September 16, 2013 - The US National Security Agency allegedly tapped in to credit card and bank-to-bank transactions crossing the Visa and Swift networks as part of its global intelligence gathering operations, according to documents passed to Der Spiegel by whistleblower Edward Snowden.
The leaked papers reveal that the NSA set up a special branch to monitor financial transactions, dubbed 'Follow The Money', with its own FTM acronym.
Transactional data pulled from Visa and Swift was allegedly transferred to the NSA's own financial database, called Tracfin. By 2011 the Tracfin database housed 180 million files, of which 85% referenced credit card transactions, principally from the Emea region.
In a statement, Visa says: "With respect to the claims in the Der Spiegel article, we are not aware of any unauthorized access into our network. Visa takes data security seriously and, in response any attempted intrusion, we would pursue all available remedies to the fullest extent of the law. Further, it's Visa's policy to only provide transaction information in response to a subpoena or other valid legal process."
In 2010 European Parliamentarians formally adopted a data sharing deal giving US authorities access to EU bank account data carried over the international Swift network.
However, MEPs on the EU Civil Liberties Committee have since complained that US requests for banking data "are too general and abstract to allow Europol to check whether they meet EU data protection standards, and Europol seems to be merely rubber-stamping them".
The implications of NSA snooping revelations for key EU-US deals such as Safe Harbour (on privacy principles), the Terrorist Finance Tracking Programme (TFTP) and the Passenger Name Record (PNR) were discussed on Thursday at a second hearing of a specially-convened Civil Liberties Committee inquiry into US and EU countries' surveillance schemes.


= Exercise requirements =
Transcribe the lines below exactly. No image belongs in the transcription.

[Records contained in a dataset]
——————

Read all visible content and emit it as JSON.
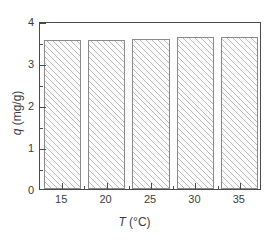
{
  "chart_data": {
    "type": "bar",
    "title": "",
    "xlabel": "T (°C)",
    "ylabel": "q (mg/g)",
    "xlabel_symbol": "T",
    "xlabel_unit": "(°C)",
    "ylabel_symbol": "q",
    "ylabel_unit": "(mg/g)",
    "categories": [
      15,
      20,
      25,
      30,
      35
    ],
    "values": [
      3.55,
      3.54,
      3.57,
      3.61,
      3.62
    ],
    "xlim": [
      12.5,
      37.5
    ],
    "ylim": [
      0,
      4
    ],
    "x_ticks": [
      15,
      20,
      25,
      30,
      35
    ],
    "x_tick_labels": [
      "15",
      "20",
      "25",
      "30",
      "35"
    ],
    "x_minor_ticks": [
      17.5,
      22.5,
      27.5,
      32.5
    ],
    "y_ticks": [
      0,
      1,
      2,
      3,
      4
    ],
    "y_tick_labels": [
      "0",
      "1",
      "2",
      "3",
      "4"
    ],
    "y_minor_ticks": [
      0.5,
      1.5,
      2.5,
      3.5
    ],
    "grid": false,
    "legend": false,
    "bar_fill": "hatched-diagonal",
    "bar_width": 4.2,
    "colors": {
      "axis": "#4a4a4a",
      "bar_edge": "#8a8a8a",
      "hatch": "#b9b9b9",
      "background": "#ffffff",
      "text": "#3d3d3d"
    }
  }
}
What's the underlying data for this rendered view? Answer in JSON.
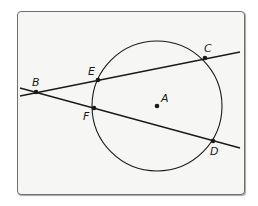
{
  "figure": {
    "colors": {
      "background": "#f6f6f4",
      "frame_border": "#6f6f6f",
      "stroke": "#1a1a1a"
    },
    "circle": {
      "center_label": "A",
      "cx": 157,
      "cy": 106,
      "r": 65
    },
    "points": [
      {
        "label": "A",
        "x": 157,
        "y": 106,
        "label_dx": 4,
        "label_dy": -4
      },
      {
        "label": "B",
        "x": 36,
        "y": 92,
        "label_dx": -4,
        "label_dy": -6
      },
      {
        "label": "C",
        "x": 205,
        "y": 58,
        "label_dx": -1,
        "label_dy": -6
      },
      {
        "label": "D",
        "x": 213,
        "y": 141,
        "label_dx": -3,
        "label_dy": 14
      },
      {
        "label": "E",
        "x": 98,
        "y": 80,
        "label_dx": -10,
        "label_dy": -5
      },
      {
        "label": "F",
        "x": 94,
        "y": 108,
        "label_dx": -11,
        "label_dy": 12
      }
    ],
    "lines": [
      {
        "name": "secant-BEC",
        "x1": 20,
        "y1": 96,
        "x2": 240,
        "y2": 52
      },
      {
        "name": "secant-BFD",
        "x1": 20,
        "y1": 88,
        "x2": 240,
        "y2": 148
      }
    ]
  }
}
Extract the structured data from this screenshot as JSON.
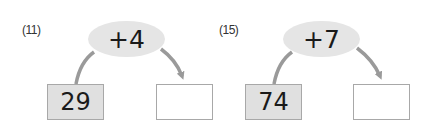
{
  "problems": [
    {
      "number_label": "(11)",
      "operation": "+4",
      "start_value": "29",
      "answer_value": ""
    },
    {
      "number_label": "(15)",
      "operation": "+7",
      "start_value": "74",
      "answer_value": ""
    }
  ],
  "colors": {
    "bubble_fill": "#e5e5e5",
    "start_box_fill": "#e0e0e0",
    "box_border": "#a8a8a8",
    "arrow": "#9a9a9a"
  }
}
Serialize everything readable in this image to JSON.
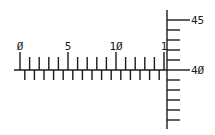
{
  "diagram": {
    "type": "ruler-axes",
    "colors": {
      "line": "#1a1a1a",
      "background": "#ffffff"
    },
    "horizontal_ruler": {
      "origin_x": 20,
      "baseline_y": 70,
      "px_per_unit": 9.6,
      "start_x": 14,
      "end_x": 167,
      "labels": [
        {
          "value": 0,
          "text": "0̸",
          "display": "Ø"
        },
        {
          "value": 5,
          "text": "5",
          "display": "5"
        },
        {
          "value": 10,
          "text": "10",
          "display": "1Ø"
        },
        {
          "value": 15,
          "text": "1",
          "display": "1"
        }
      ],
      "major_every": 5,
      "unit_count": 15
    },
    "vertical_ruler": {
      "axis_x": 167,
      "top_y": 10,
      "bottom_y": 129,
      "labels": [
        {
          "value": 45,
          "text": "45",
          "y": 20
        },
        {
          "value": 40,
          "text": "40",
          "display": "4Ø",
          "y": 70
        }
      ],
      "minor_tick_ys": [
        30,
        40,
        50,
        60,
        80,
        90,
        100,
        110,
        120
      ]
    }
  }
}
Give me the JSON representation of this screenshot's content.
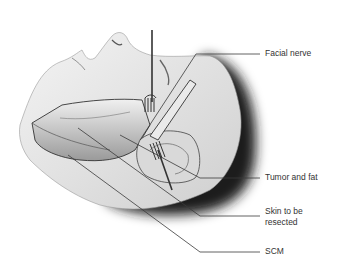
{
  "figure": {
    "colors": {
      "line": "#3a3a3a",
      "hair": "#1e1e1e",
      "skin": "#e6e6e6",
      "background": "#ffffff"
    }
  },
  "labels": [
    {
      "id": "facial-nerve",
      "text": "Facial nerve"
    },
    {
      "id": "tumor-and-fat",
      "text": "Tumor and fat"
    },
    {
      "id": "skin-resected-1",
      "text": "Skin to be"
    },
    {
      "id": "skin-resected-2",
      "text": "resected"
    },
    {
      "id": "scm",
      "text": "SCM"
    }
  ]
}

——————

= Answer to this task =
Read all visible content and emit it as JSON.
{
  "chart_data": {
    "type": "bar",
    "title": "",
    "xlabel": "T (°C)",
    "ylabel": "q (mg/g)",
    "xlabel_symbol": "T",
    "xlabel_unit": "(°C)",
    "ylabel_symbol": "q",
    "ylabel_unit": "(mg/g)",
    "categories": [
      15,
      20,
      25,
      30,
      35
    ],
    "values": [
      3.55,
      3.54,
      3.57,
      3.61,
      3.62
    ],
    "xlim": [
      12.5,
      37.5
    ],
    "ylim": [
      0,
      4
    ],
    "x_ticks": [
      15,
      20,
      25,
      30,
      35
    ],
    "x_tick_labels": [
      "15",
      "20",
      "25",
      "30",
      "35"
    ],
    "x_minor_ticks": [
      17.5,
      22.5,
      27.5,
      32.5
    ],
    "y_ticks": [
      0,
      1,
      2,
      3,
      4
    ],
    "y_tick_labels": [
      "0",
      "1",
      "2",
      "3",
      "4"
    ],
    "y_minor_ticks": [
      0.5,
      1.5,
      2.5,
      3.5
    ],
    "grid": false,
    "legend": false,
    "bar_fill": "hatched-diagonal",
    "bar_width": 4.2,
    "colors": {
      "axis": "#4a4a4a",
      "bar_edge": "#8a8a8a",
      "hatch": "#b9b9b9",
      "background": "#ffffff",
      "text": "#3d3d3d"
    }
  }
}
What's the underlying data for this rendered view? Answer in JSON.
{
  "figure": {
    "colors": {
      "background": "#f6f6f4",
      "frame_border": "#6f6f6f",
      "stroke": "#1a1a1a"
    },
    "circle": {
      "center_label": "A",
      "cx": 157,
      "cy": 106,
      "r": 65
    },
    "points": [
      {
        "label": "A",
        "x": 157,
        "y": 106,
        "label_dx": 4,
        "label_dy": -4
      },
      {
        "label": "B",
        "x": 36,
        "y": 92,
        "label_dx": -4,
        "label_dy": -6
      },
      {
        "label": "C",
        "x": 205,
        "y": 58,
        "label_dx": -1,
        "label_dy": -6
      },
      {
        "label": "D",
        "x": 213,
        "y": 141,
        "label_dx": -3,
        "label_dy": 14
      },
      {
        "label": "E",
        "x": 98,
        "y": 80,
        "label_dx": -10,
        "label_dy": -5
      },
      {
        "label": "F",
        "x": 94,
        "y": 108,
        "label_dx": -11,
        "label_dy": 12
      }
    ],
    "lines": [
      {
        "name": "secant-BEC",
        "x1": 20,
        "y1": 96,
        "x2": 240,
        "y2": 52
      },
      {
        "name": "secant-BFD",
        "x1": 20,
        "y1": 88,
        "x2": 240,
        "y2": 148
      }
    ]
  }
}
Extract the structured data from this screenshot as JSON.
{
  "problems": [
    {
      "number_label": "(11)",
      "operation": "+4",
      "start_value": "29",
      "answer_value": ""
    },
    {
      "number_label": "(15)",
      "operation": "+7",
      "start_value": "74",
      "answer_value": ""
    }
  ],
  "colors": {
    "bubble_fill": "#e5e5e5",
    "start_box_fill": "#e0e0e0",
    "box_border": "#a8a8a8",
    "arrow": "#9a9a9a"
  }
}
Serialize everything readable in this image to JSON.
{
  "diagram": {
    "type": "ruler-axes",
    "colors": {
      "line": "#1a1a1a",
      "background": "#ffffff"
    },
    "horizontal_ruler": {
      "origin_x": 20,
      "baseline_y": 70,
      "px_per_unit": 9.6,
      "start_x": 14,
      "end_x": 167,
      "labels": [
        {
          "value": 0,
          "text": "0̸",
          "display": "Ø"
        },
        {
          "value": 5,
          "text": "5",
          "display": "5"
        },
        {
          "value": 10,
          "text": "10",
          "display": "1Ø"
        },
        {
          "value": 15,
          "text": "1",
          "display": "1"
        }
      ],
      "major_every": 5,
      "unit_count": 15
    },
    "vertical_ruler": {
      "axis_x": 167,
      "top_y": 10,
      "bottom_y": 129,
      "labels": [
        {
          "value": 45,
          "text": "45",
          "y": 20
        },
        {
          "value": 40,
          "text": "40",
          "display": "4Ø",
          "y": 70
        }
      ],
      "minor_tick_ys": [
        30,
        40,
        50,
        60,
        80,
        90,
        100,
        110,
        120
      ]
    }
  }
}
Give me the JSON representation of this screenshot's content.
{
  "figure": {
    "colors": {
      "line": "#3a3a3a",
      "hair": "#1e1e1e",
      "skin": "#e6e6e6",
      "background": "#ffffff"
    }
  },
  "labels": [
    {
      "id": "facial-nerve",
      "text": "Facial nerve"
    },
    {
      "id": "tumor-and-fat",
      "text": "Tumor and fat"
    },
    {
      "id": "skin-resected-1",
      "text": "Skin to be"
    },
    {
      "id": "skin-resected-2",
      "text": "resected"
    },
    {
      "id": "scm",
      "text": "SCM"
    }
  ]
}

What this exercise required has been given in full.